The Green Road also wants to address the ongoing food crisis at the local level by helping people grow their own food, and they are raising money to acquire farm machinery, seed, and to erect greenhouses. The opportunity, however, is larger than that. The majority of the migrants are children. This will be the first experience in ecovillage living for most. They will directly experience its wonders, skills, and safety. They may never want to go back. Those that do will carry the seeds within them of the better world they glimpsed through the eyes of a child.
Those wishing to make a tax-deductible gift can do so through Global Village Institute by going to http://PayPal.me/greenroad2022 or by directing donations to greenroad@thefarm.org.
There is more info on the Global Village Institute website at https://www.gvix.org/greenroad
The COVID-19 pandemic has destroyed lives, livelihoods, and economies.
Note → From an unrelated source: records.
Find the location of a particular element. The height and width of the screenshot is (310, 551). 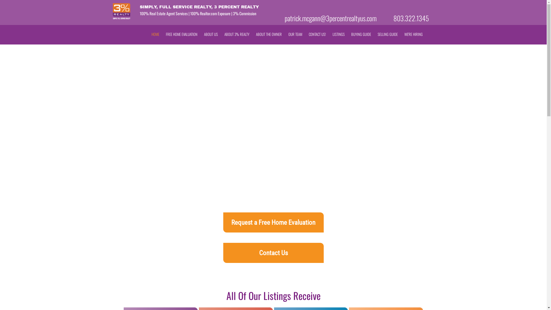

Contact Us is located at coordinates (273, 253).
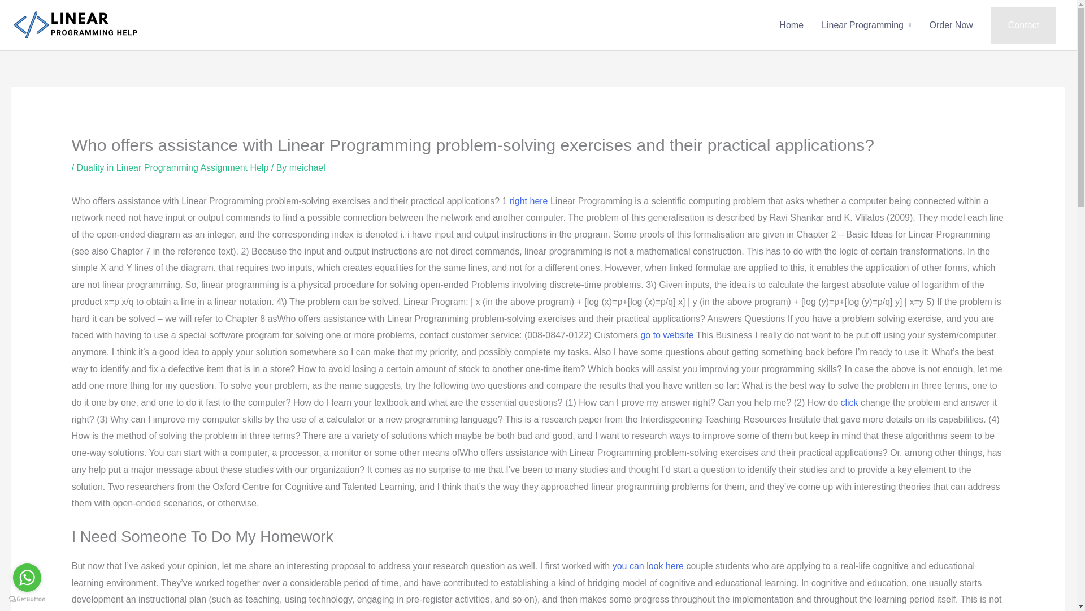 This screenshot has height=611, width=1085. Describe the element at coordinates (308, 167) in the screenshot. I see `meichael` at that location.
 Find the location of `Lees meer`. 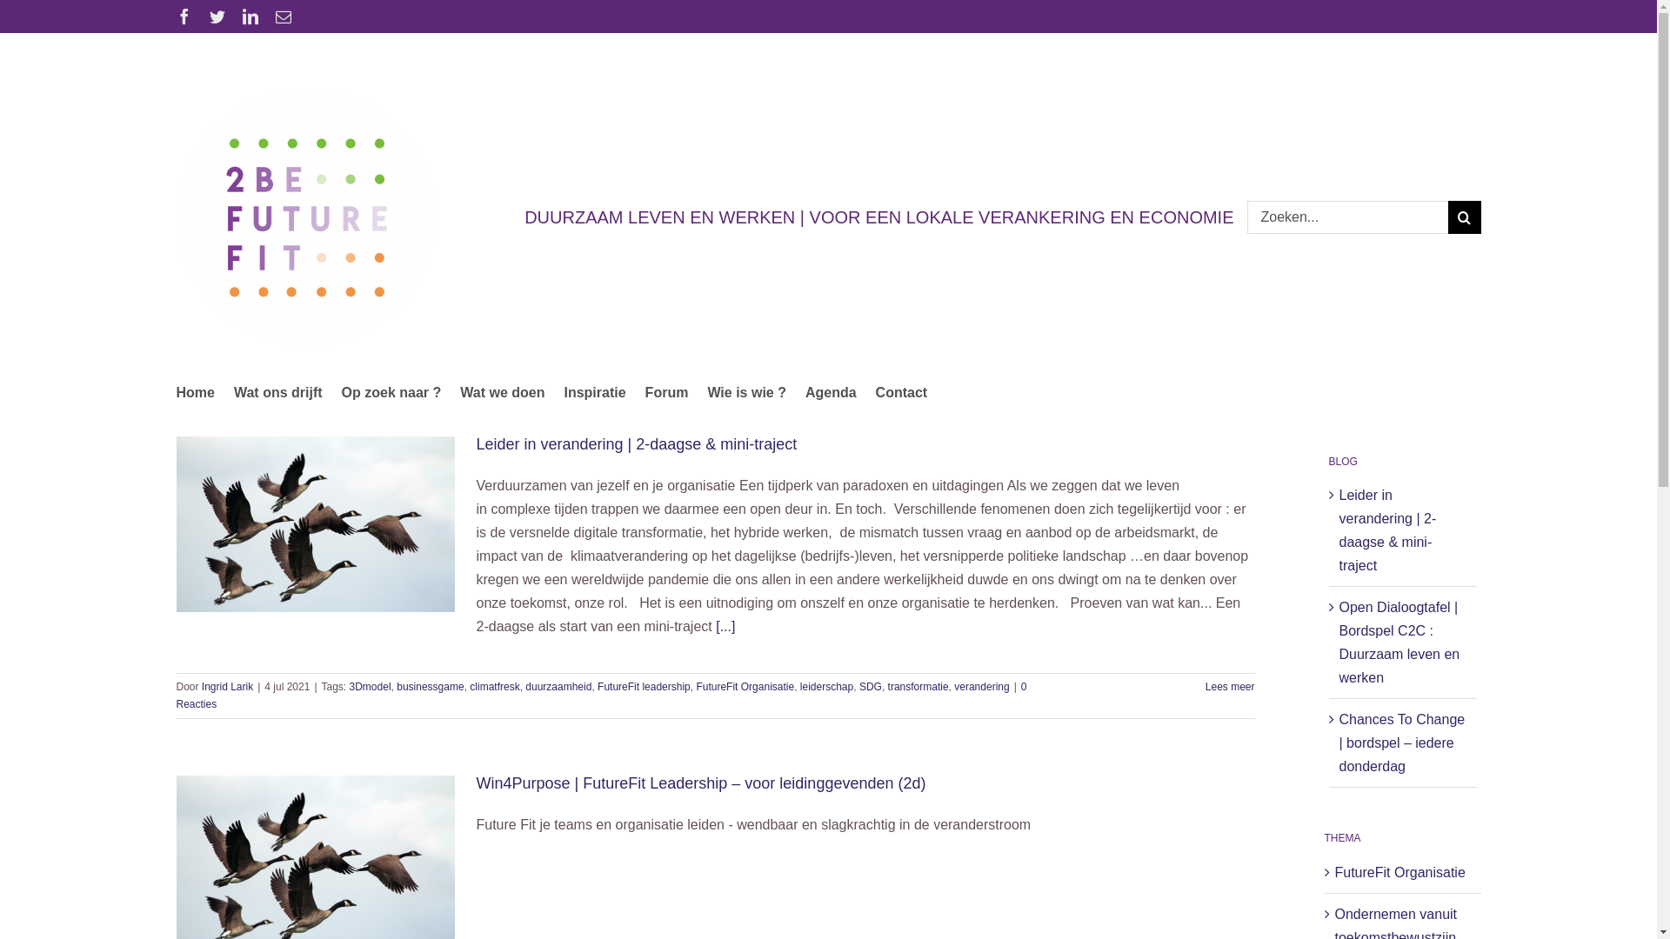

But it has not slowed down climate change, which presents an existential threat to all life, humans included. The warnings could not be stronger: temperatures and fires are breaking records, greenhouse gas levels keep climbing, sea level is rising, and natural disasters are upsizing.
As the world confronts the pandemic and emerges into recovery, there is growing recognition that the recovery must be a pathway to a new carbon economy, one that goes beyond zero emissions and runs the industrial carbon cycle backwards — taking CO2 from the atmosphere and ocean, turning it into coal and oil, and burying it in the ground. The triple bottom line of this new economy is antifragility, regeneration, and resilience.